• **What the exercise asks**
State how many lines below hold the word "icon". Give that number and no other text.
Top of Dataset excerpts
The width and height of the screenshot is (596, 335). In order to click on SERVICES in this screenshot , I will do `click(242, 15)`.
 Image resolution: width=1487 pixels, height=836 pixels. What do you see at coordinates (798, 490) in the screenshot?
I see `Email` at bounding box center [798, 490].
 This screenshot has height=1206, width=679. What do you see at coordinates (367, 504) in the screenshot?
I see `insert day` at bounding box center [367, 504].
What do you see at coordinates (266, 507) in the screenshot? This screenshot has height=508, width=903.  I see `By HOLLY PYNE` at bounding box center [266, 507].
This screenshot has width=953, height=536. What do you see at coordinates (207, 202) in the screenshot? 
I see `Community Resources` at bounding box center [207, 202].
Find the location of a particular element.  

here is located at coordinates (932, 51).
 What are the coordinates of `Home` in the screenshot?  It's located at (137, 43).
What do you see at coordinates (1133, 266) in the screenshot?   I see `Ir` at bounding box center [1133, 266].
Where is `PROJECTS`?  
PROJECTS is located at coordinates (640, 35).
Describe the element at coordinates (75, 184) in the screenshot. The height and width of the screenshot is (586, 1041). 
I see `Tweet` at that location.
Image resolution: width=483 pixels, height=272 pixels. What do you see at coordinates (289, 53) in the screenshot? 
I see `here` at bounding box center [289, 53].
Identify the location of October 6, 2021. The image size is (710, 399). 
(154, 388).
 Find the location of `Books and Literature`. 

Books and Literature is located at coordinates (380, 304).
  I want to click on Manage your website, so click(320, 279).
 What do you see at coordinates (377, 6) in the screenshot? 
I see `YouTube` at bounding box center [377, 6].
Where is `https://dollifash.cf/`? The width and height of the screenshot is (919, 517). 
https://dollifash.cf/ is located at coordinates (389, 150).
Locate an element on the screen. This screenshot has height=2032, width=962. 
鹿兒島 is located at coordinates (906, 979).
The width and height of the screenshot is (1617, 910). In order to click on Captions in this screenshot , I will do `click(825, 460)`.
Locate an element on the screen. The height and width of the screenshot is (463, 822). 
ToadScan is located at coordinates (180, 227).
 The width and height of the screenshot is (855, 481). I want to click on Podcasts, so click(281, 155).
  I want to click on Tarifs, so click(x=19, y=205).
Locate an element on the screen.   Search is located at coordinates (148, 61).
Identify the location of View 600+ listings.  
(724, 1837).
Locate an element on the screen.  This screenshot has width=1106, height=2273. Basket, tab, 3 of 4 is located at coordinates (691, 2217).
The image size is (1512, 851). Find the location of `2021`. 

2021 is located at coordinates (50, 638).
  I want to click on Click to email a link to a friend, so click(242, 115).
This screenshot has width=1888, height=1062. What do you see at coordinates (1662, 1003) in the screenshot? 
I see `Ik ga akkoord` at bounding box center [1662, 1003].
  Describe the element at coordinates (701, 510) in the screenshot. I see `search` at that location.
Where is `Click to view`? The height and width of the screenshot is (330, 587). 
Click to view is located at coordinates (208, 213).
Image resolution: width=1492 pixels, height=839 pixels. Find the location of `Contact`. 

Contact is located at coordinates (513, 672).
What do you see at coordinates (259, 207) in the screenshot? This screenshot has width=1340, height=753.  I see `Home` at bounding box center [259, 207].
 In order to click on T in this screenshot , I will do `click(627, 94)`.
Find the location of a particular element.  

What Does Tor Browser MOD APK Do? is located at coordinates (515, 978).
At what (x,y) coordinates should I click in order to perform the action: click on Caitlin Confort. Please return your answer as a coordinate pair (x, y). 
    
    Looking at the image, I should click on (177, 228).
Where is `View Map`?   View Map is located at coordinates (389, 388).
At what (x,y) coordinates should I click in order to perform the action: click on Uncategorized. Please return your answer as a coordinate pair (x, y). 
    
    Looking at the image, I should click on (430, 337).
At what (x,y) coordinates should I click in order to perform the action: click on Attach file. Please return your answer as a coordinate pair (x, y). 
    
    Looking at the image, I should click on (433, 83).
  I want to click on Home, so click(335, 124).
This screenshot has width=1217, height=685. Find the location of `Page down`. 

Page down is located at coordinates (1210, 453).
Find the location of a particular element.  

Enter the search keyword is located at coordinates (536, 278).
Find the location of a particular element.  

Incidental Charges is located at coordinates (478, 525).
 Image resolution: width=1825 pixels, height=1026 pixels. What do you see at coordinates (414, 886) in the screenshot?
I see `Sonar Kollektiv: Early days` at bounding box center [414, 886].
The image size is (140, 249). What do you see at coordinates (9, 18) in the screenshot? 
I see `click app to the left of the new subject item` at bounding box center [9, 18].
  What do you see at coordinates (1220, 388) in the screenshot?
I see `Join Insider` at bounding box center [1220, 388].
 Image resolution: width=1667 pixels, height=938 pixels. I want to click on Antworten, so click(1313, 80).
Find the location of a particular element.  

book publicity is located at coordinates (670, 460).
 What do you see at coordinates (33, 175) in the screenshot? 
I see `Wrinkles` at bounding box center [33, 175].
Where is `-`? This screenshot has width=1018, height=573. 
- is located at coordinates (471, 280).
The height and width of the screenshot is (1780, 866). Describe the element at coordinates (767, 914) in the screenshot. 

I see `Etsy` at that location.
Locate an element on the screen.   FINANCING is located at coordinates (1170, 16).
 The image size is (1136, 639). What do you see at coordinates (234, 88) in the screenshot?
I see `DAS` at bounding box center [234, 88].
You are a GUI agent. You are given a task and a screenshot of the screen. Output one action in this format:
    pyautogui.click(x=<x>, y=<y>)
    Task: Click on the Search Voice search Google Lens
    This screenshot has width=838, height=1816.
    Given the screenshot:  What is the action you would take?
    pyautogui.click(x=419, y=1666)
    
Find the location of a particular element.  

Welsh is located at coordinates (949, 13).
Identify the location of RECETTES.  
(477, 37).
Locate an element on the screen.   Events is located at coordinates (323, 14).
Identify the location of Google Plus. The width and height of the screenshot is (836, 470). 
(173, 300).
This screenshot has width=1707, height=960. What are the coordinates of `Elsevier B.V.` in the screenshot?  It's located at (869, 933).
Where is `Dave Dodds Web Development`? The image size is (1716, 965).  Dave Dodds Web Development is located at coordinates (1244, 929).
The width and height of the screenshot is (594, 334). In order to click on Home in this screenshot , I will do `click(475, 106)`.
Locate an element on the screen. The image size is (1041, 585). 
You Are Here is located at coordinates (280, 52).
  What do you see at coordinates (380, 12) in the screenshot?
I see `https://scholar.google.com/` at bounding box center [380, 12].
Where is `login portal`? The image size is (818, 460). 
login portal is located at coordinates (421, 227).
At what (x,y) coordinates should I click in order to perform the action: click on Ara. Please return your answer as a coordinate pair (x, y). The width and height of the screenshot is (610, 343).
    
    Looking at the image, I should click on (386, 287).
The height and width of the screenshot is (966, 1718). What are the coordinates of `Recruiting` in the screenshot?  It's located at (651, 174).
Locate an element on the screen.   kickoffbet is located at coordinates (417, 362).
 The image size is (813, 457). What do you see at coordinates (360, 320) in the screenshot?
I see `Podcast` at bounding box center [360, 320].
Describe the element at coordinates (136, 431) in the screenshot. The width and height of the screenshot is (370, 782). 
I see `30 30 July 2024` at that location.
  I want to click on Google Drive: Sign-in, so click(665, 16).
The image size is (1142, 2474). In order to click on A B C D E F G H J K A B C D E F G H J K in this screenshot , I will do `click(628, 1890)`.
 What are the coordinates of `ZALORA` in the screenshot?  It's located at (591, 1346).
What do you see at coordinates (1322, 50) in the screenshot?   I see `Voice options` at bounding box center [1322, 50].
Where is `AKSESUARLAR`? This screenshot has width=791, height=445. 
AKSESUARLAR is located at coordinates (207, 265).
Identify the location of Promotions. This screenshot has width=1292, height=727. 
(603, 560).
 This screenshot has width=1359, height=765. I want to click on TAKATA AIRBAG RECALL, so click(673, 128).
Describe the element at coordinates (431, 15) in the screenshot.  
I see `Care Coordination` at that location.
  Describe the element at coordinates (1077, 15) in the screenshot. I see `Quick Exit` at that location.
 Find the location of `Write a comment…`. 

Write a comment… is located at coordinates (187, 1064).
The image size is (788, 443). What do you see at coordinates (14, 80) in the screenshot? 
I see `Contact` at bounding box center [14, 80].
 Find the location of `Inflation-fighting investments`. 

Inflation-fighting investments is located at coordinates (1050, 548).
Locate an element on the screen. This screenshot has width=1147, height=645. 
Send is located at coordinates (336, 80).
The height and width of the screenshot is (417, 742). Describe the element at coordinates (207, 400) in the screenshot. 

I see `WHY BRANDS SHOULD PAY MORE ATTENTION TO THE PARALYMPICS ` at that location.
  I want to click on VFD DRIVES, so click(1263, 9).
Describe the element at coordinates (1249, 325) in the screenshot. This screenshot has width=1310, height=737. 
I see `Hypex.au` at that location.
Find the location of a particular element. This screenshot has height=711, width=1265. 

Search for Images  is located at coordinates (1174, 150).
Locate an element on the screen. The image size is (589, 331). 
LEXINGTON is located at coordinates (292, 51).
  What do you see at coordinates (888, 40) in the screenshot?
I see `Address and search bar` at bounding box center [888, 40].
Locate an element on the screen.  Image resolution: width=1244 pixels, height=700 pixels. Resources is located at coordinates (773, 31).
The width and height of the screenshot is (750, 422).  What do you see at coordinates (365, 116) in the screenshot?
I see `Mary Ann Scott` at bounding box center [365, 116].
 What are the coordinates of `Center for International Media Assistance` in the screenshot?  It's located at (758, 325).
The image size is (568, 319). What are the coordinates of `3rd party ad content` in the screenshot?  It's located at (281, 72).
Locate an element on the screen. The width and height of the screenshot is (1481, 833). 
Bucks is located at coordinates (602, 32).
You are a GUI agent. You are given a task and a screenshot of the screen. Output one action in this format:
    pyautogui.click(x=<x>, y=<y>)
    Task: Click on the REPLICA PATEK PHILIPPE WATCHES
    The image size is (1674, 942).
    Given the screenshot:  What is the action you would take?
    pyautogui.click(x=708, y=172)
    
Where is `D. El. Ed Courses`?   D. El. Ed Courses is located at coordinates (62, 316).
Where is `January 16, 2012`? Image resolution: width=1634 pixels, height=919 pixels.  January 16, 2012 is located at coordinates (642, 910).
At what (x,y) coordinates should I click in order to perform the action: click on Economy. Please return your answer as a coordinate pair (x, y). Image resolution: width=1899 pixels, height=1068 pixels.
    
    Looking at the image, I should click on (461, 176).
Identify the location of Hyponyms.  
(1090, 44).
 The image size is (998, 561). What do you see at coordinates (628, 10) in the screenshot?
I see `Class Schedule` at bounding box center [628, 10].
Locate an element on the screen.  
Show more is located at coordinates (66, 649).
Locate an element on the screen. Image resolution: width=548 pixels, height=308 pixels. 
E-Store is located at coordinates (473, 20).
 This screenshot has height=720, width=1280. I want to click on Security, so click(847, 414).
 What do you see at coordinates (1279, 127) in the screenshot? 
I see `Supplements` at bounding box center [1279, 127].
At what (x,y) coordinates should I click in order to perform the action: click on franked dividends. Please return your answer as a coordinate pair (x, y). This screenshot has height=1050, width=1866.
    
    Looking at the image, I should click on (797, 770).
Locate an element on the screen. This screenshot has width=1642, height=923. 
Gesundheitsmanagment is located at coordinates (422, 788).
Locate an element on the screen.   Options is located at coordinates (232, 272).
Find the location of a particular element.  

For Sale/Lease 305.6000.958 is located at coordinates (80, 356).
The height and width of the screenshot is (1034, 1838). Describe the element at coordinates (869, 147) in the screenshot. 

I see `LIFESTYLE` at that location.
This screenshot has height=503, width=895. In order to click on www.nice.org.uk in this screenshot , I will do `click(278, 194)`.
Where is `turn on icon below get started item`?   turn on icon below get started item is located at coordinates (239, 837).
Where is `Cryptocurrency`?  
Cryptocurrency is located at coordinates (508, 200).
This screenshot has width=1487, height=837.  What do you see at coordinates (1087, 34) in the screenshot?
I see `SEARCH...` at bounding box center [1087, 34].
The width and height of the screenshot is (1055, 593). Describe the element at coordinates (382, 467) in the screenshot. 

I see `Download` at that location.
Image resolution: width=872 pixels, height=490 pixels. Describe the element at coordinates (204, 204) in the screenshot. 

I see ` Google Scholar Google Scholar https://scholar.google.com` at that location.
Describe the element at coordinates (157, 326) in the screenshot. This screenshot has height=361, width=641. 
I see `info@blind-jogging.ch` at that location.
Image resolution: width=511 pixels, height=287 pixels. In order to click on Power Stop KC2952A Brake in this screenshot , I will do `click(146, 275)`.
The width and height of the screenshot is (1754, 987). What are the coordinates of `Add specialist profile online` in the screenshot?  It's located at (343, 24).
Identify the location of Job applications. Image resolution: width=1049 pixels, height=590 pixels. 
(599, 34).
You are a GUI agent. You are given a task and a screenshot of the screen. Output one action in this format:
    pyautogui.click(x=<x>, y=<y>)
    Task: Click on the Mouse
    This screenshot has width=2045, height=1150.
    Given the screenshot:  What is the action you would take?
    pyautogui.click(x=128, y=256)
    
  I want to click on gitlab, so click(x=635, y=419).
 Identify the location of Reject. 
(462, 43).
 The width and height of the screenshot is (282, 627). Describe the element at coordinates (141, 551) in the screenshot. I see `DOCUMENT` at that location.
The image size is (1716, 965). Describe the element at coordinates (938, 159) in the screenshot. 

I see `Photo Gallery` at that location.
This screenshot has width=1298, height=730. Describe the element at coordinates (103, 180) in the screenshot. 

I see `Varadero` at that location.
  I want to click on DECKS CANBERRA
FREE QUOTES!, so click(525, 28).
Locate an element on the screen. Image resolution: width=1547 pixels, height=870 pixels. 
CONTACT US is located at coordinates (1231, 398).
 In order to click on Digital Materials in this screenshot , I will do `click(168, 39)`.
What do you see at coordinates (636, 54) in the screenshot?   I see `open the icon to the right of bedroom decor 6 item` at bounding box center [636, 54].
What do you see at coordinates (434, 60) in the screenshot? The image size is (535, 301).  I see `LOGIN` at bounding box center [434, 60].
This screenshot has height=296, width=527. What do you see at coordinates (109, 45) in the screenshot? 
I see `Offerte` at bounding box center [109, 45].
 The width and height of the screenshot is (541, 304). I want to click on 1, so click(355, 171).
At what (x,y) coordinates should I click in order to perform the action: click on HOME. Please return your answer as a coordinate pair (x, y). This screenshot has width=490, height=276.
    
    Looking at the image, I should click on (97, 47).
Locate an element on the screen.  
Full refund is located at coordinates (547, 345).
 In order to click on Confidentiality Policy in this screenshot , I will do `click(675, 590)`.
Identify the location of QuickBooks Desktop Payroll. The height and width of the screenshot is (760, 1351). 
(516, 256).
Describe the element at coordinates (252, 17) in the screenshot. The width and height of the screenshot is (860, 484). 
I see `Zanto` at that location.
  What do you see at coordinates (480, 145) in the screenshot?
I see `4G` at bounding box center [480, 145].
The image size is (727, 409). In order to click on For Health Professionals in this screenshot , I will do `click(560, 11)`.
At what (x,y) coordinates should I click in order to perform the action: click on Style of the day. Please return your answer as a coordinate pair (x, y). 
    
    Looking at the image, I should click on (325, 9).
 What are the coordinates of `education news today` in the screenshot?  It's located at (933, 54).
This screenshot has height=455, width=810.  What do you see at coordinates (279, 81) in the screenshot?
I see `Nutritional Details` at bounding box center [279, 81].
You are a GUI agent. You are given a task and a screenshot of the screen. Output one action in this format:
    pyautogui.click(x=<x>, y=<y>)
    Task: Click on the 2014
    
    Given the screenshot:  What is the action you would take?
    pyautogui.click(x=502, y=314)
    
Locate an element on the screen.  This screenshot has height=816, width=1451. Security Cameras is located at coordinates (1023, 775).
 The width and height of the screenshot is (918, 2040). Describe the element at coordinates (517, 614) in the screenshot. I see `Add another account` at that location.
Bottom of Dataset excerpts
• **Answer space**
2